• HOW TO MOVE THROUGH THE MYSTIC INTO THE LIGHT FROM ABOVE, vol. 5
CI IS RESPONSIBLE FOR YOUR PERSONAL INTELLECTUAL GROWTH AND YOUR CUSTOMS, HABITS, AND MORES. 
  • Customs
  • A learned system of shared behaviors, values, and traditions within a society. 
  • Includes a wide range of practices, from greeting rituals to the forms of dress for specific occasions. 
    These are the traditional and ingrained ways a group or society behaves. 
  • Habits:
  • A repeated, automatic behavior.
  • While customs are shared within a group, habits can be more individual.
Can be part of customs but are more about the individual’s routine. 
  • Mores: deeply ingrained customs that are considered morally vital to a society.  Unlike general customs or simple manners, mores are tied to the core ethical and moral principles of a group. 
  • Violating mores is often seen as a serious offense against the community’s moral integrity and results in more severe social consequences than breaking a mere custom or habit. 
  • Examples include not wearing a bikini to a funeral or not walking on someone’s private property without permission. 
  • Cultural Mores: What Are Mores? In any society, there are practices and behaviors that are considered customs, traditions, or social norms. 
  • Mores are the deeply ingrained customs, moral views, and standards that govern acceptable behavior
  • .
Creative intelligence, or experiential intelligence, is the ability to invent solutions to new problems. It often requires thinking in unique or unusual ways, sometimes in collaboration with others, but also on your own.

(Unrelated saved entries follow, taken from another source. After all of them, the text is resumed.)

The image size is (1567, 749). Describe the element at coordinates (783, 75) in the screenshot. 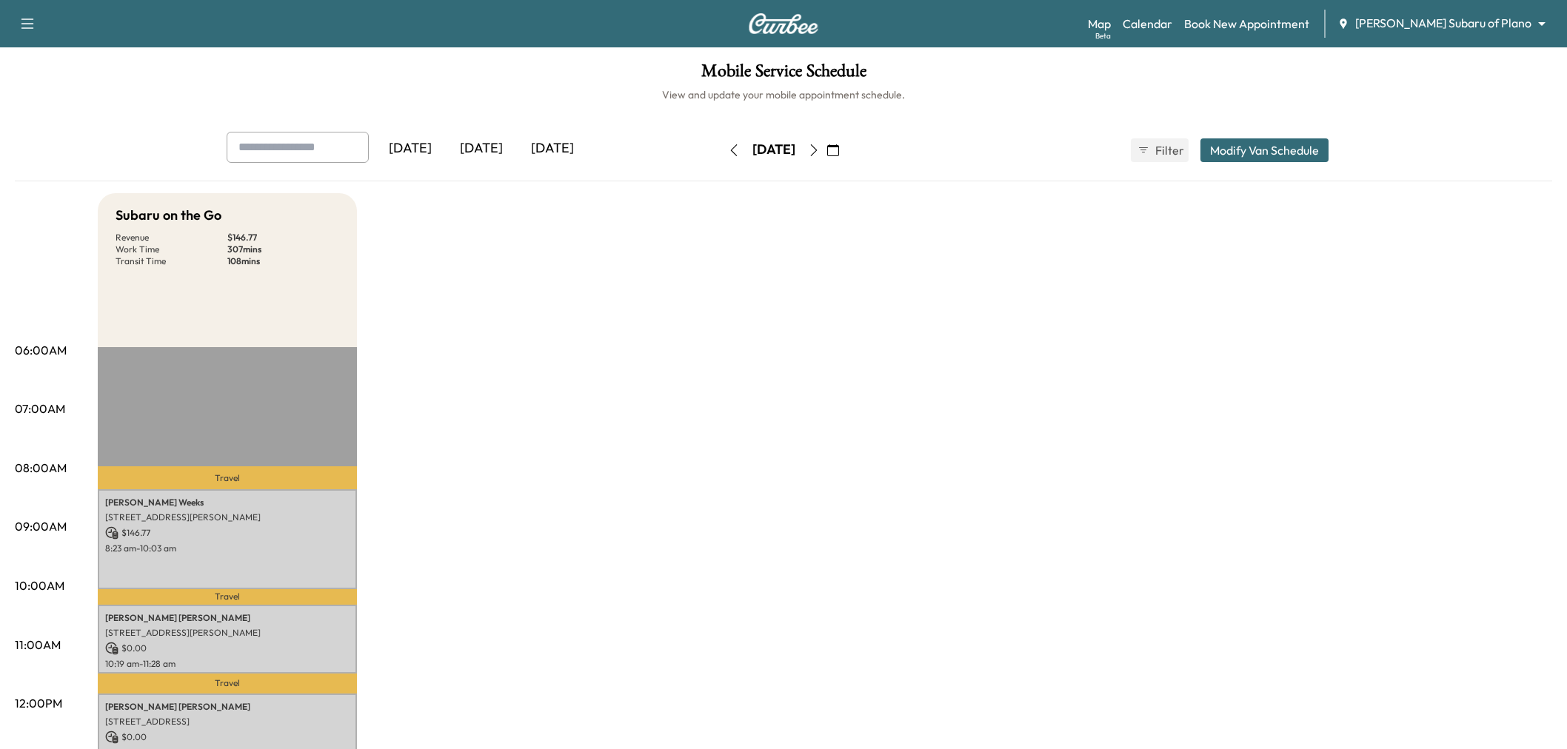

I see `h1: Mobile Service Schedule` at that location.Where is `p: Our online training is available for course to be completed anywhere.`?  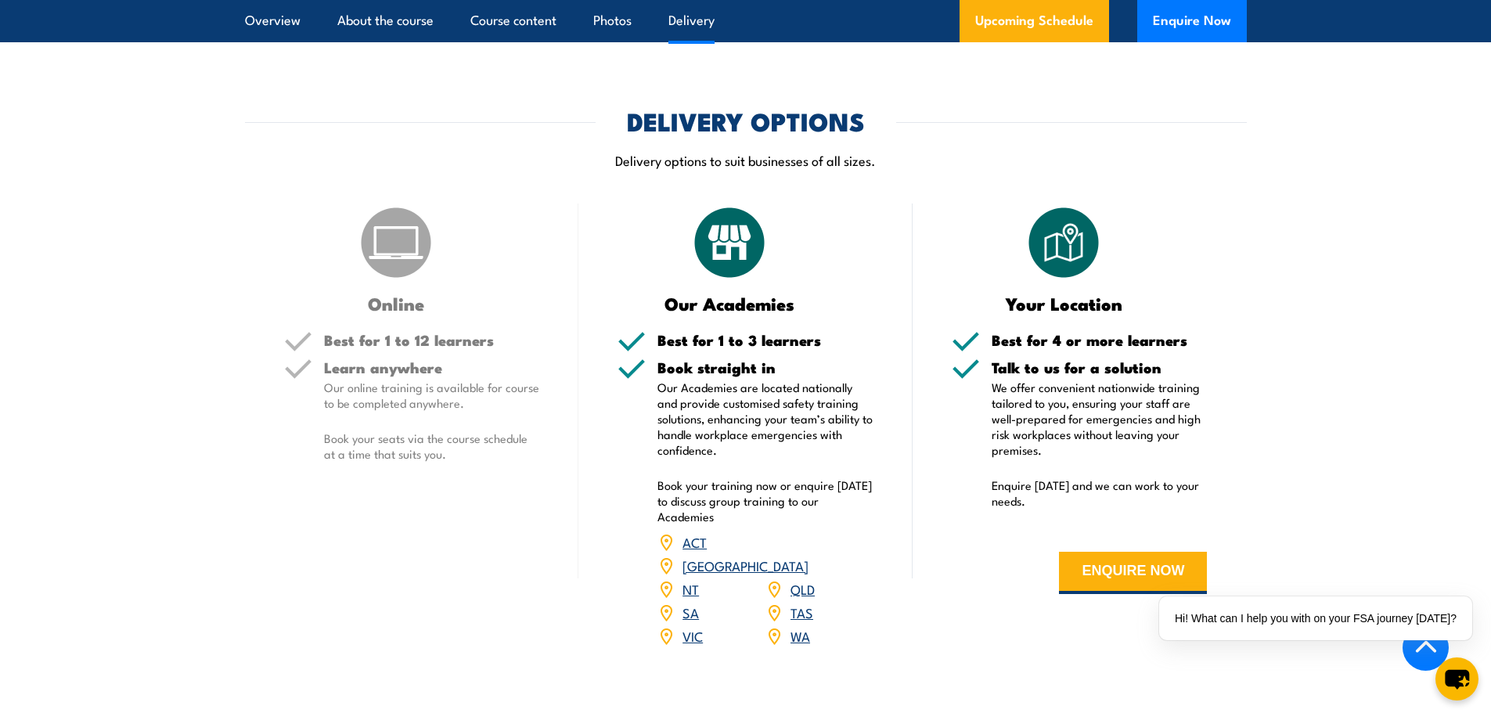 p: Our online training is available for course to be completed anywhere. is located at coordinates (432, 395).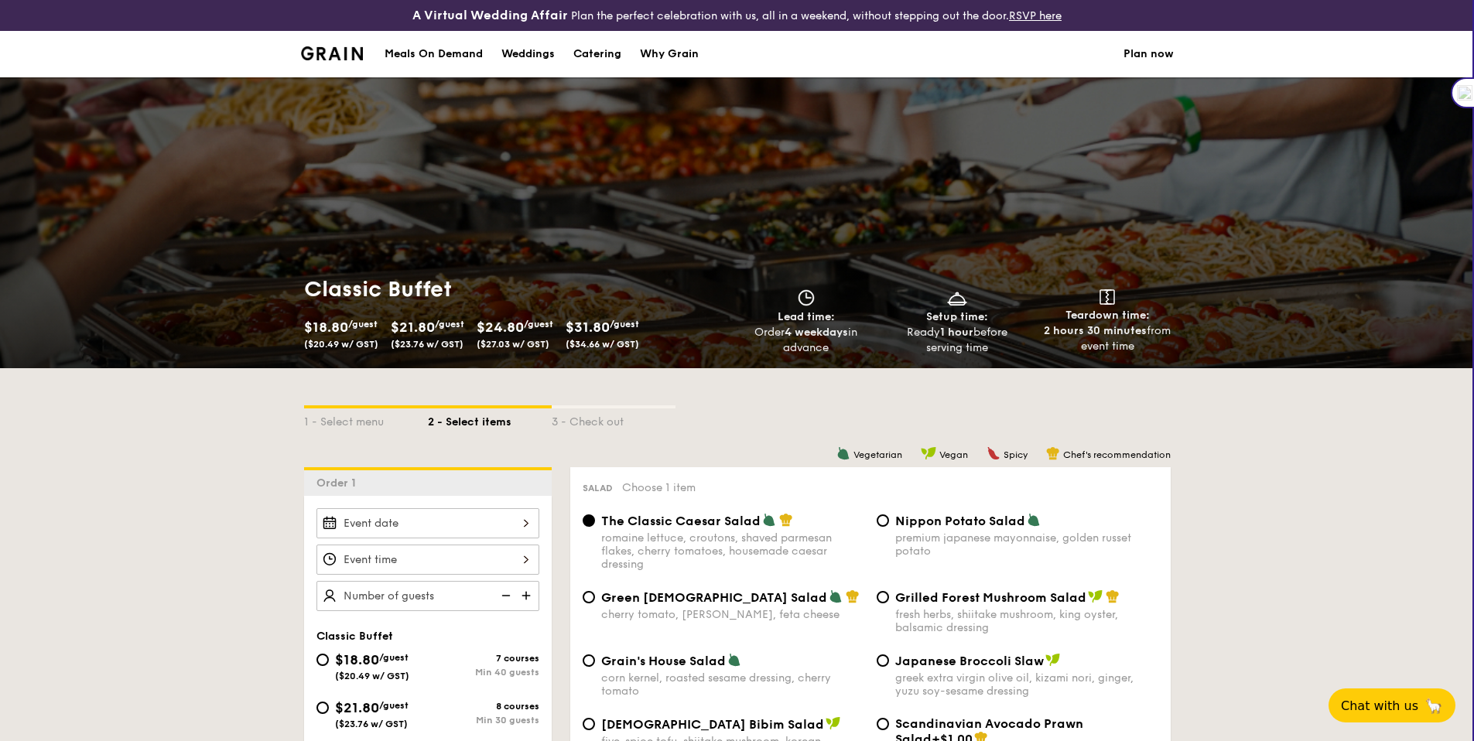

J
Key aspects of creative intelligence
  • Innovation and problem-solving: 
    Creative intelligence is the capacity to invent solutions to new problems by thinking in unique ways. For example, someone with high creative intelligence could be a scientist developing a novel treatment or an artist creating a new form of expression. 

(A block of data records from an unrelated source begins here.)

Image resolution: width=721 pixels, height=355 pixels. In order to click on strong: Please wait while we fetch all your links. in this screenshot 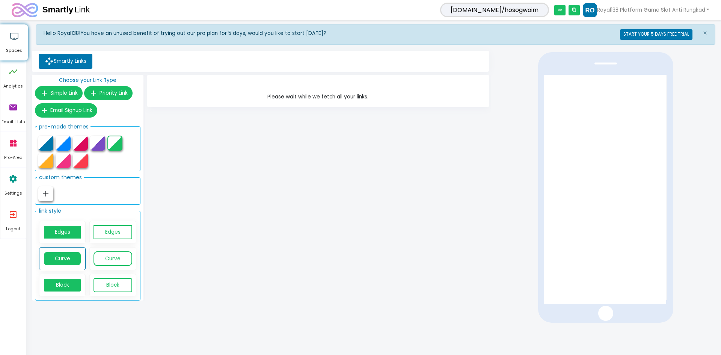, I will do `click(318, 97)`.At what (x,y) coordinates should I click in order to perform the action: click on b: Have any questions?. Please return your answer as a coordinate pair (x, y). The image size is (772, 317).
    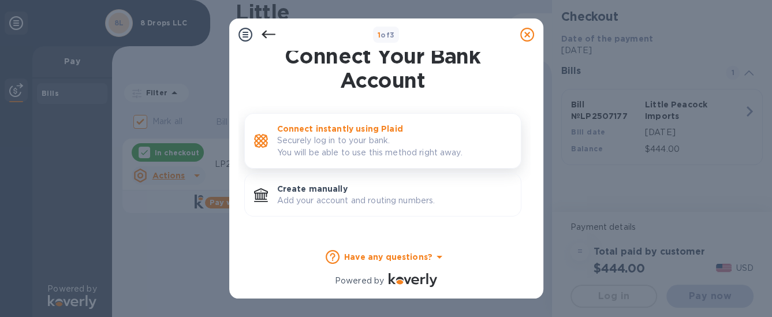
    Looking at the image, I should click on (388, 257).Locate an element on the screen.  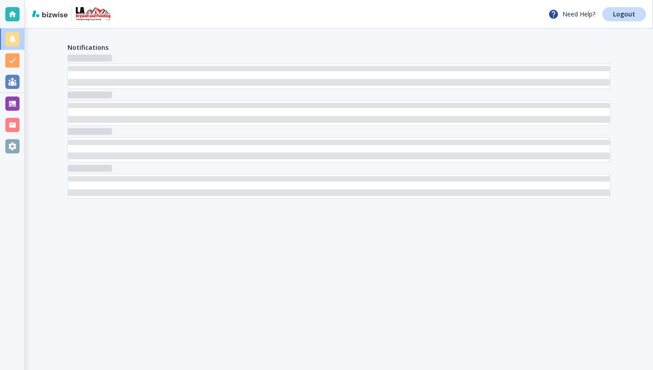
p: Need Help? is located at coordinates (572, 14).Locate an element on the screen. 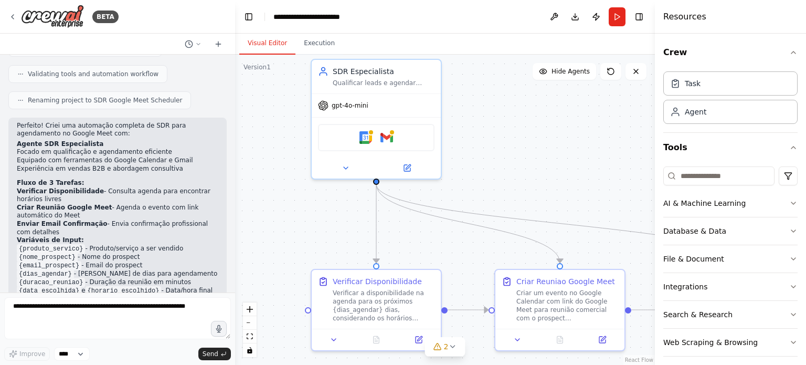  div: Criar Reuniao Google MeetCriar um evento no Google Calendar com link do Google Meet para reunião ... is located at coordinates (560, 310).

  • Connection and synthesis: 
    It involves reassembling existing information or experiences in interesting and original ways to discover new connections or make new inventions. 
  • Imagination and practicality: 
    Creative individuals often have a strong imaginative and “dreamer” side but also possess the ability to ground their ideas and find practical ways to turn them into reality. 
  • Emotional and cognitive balance: 
    Creative intelligence is made up of a combination of emotional, cognitive, and spontaneous processing modes. 
  • Key aspects of creative intelligence
    • Innovation and problem-solving: 
      Creative intelligence is the capacity to invent solutions to new problems by thinking in unique ways. For example, someone with high creative intelligence could be a scientist developing a novel treatment or an artist creating a new form of expression. 
    • Connection and synthesis: 
      It involves reassembling existing information or experiences in interesting and original ways to discover new connections or make new inventions. 
    • Imagination and practicality: 
      Creative individuals often have a strong imaginative and “dreamer” side but also possess the ability to ground their ideas and find practical ways to turn them into reality. 
    • Emotional and cognitive balance: 
      Creative intelligence is made up of a combination of emotional, cognitive, deliberate, and spontaneous processing modes.